There were always radios in the background. As you were running to hide there were sounds of baseball games (minor league Orioles and if the wind was blowing right maybe even a major league game between the Yanks and Red Sox), boxing matches (Joe Lewis or Rocky Marciano), westerns (Gunsmoke with Conrad as Matt Dillon), mysteries (Who knows what evil lurks in the heart of man? The Shadow knows!) ,horror shows (the eerie creak of a door as Inner Sanctum began). All those sounds plus the sounds of children at play, adults bidding in a pinochle game and the woofs, yips and meows of the pets combined to make a sweet music I can still hear today whenever I ride pass a rowhouse block.
Life lost a little luster when houses were no longer built with porches and AC replaced summer breezes.
Of course I am writing this as I sit in a porchless house with the AC set on 75.
What that a tiny, pointy attic up above the 2nd floor, or just a faux front?

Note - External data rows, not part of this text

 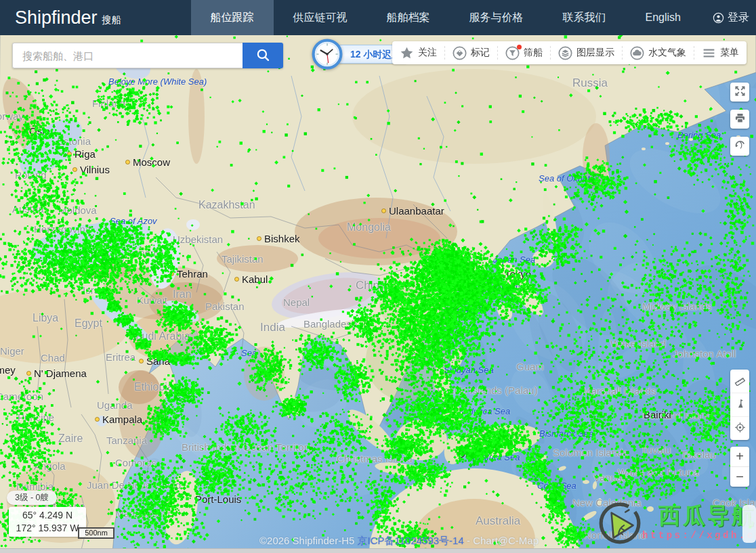 I want to click on action-menu: 菜单, so click(x=720, y=53).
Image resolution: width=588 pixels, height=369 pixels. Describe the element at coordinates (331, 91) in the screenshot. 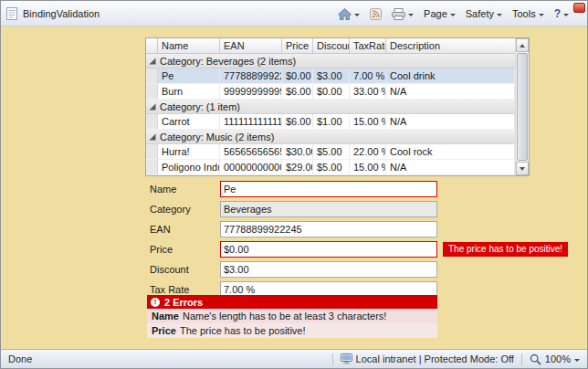

I see `cell-discount: $0.00` at that location.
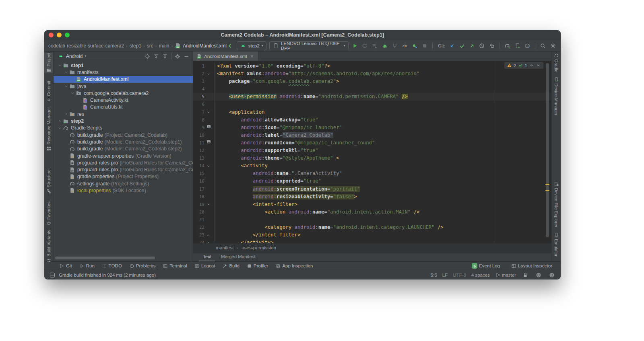  Describe the element at coordinates (204, 113) in the screenshot. I see `editor-gutter: 7` at that location.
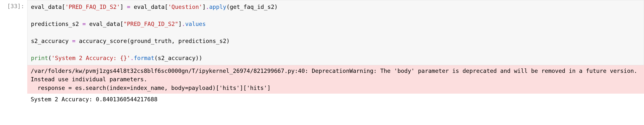 This screenshot has height=125, width=644. Describe the element at coordinates (92, 7) in the screenshot. I see `code-string: 'PRED_FAQ_ID_S2'` at that location.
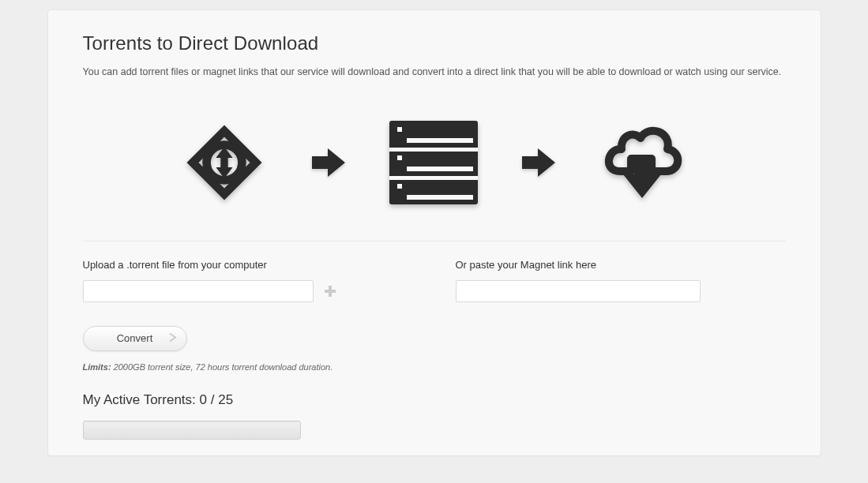  Describe the element at coordinates (578, 291) in the screenshot. I see `magnet-link-input` at that location.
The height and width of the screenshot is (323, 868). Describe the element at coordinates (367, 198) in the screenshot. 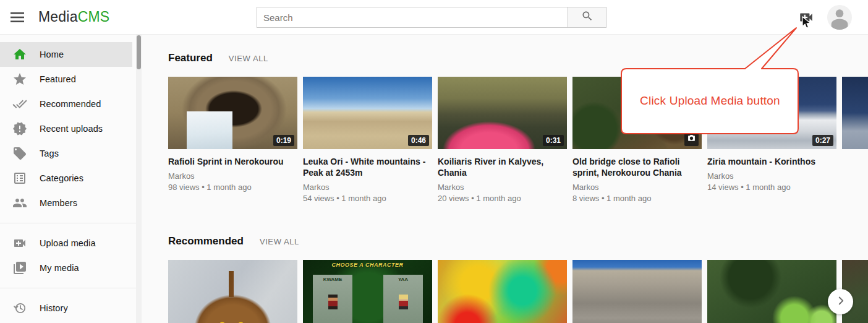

I wish modern houses were still built that high off the ground, so basement windows could be taller. And having steps up to the front door gives it more of a grand impression.
Apparently, Joseph Shapiro was a very busy builder...
Fifteen attractive dwellings just nearing completion and being erected by the Joseph Shapiro company at Eighth street northwest. With the exception of the two end houses, all have been disposed of from plans. Each contains six rooms and a bath, and the corner houses have built-in garages.
Today marks the seventh anniversary of the Joseph Shapiro Co.'s entry into the real estate field. Starting in 1919 with a small office at 914 New York avenue northwest, this company opened general real estate offices, and two years later opened their building department, their first operation being a group of houses on Crittenden street between Eighth and Ninth streets northwest.
Today the company occupies the first and second floor of the Edmunds building, 919 Fifteenth street northwest, and have to their record the erection of hundreds of homes in the northeast and northwest sections of the city and a large number of apartment buildings....
Those places were built to last and they have. The hills beyond have sprouted houses since then, too.